Just War

Gordon Fitch gcf at panix.com
Fri May 11 12:33:51 PDT 2001



> > However, there is a considerable gap between resisting or evading immediate
> > attack, and planning war.

LeoCasey at aol.com:
> Absolutely, and that is one of the distinctions that lie at the core of the
> just war theory. A war of aggression is not, by defintion, just; a war of
> self-defense may be just. This begs the key issue of where one draws the line
> between wars of aggression and wars of self-defense, but it does allow us to
> begin to think more clearly and precisely about these questions.

I'm making a different distinction. One can plan a "just war". Absent direct revelation by the gods, "just" means "in conformity with a certain rhetoric which I hold to determine justice from the axioms I accept." Good rhetoricians should be able to make almost any war appear just once they have a grasp of the violence-enabling parts of their audience's axiomatic set, whether it's "the only good Indian is a dead Indian", "Deutschland ueber alles", or "Dieu et mon droit." At least, they should if the audience believes one or more of such sacred principles.
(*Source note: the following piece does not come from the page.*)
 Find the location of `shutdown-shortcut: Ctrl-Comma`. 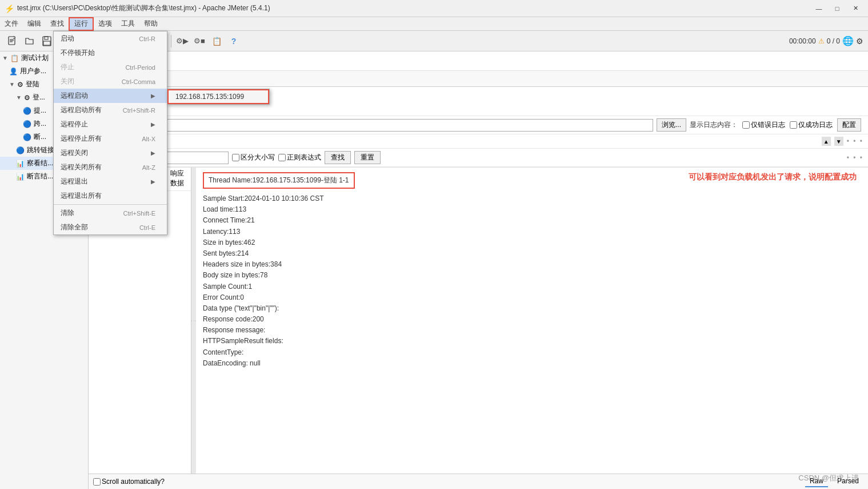

shutdown-shortcut: Ctrl-Comma is located at coordinates (138, 82).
The distinction I'm making is rather between war and other methods of defense: escape, deception, distraction, seduction, bribery, subversion, corruption and so forth. Even violence, if it is local, unplanned, avoids the destruction of noncombatants, and is immediately terminated upon local success, cannot be called war -- in which all is fair, injured bystanders merely "collateral damage" and there is no substitute for victory, that is, death.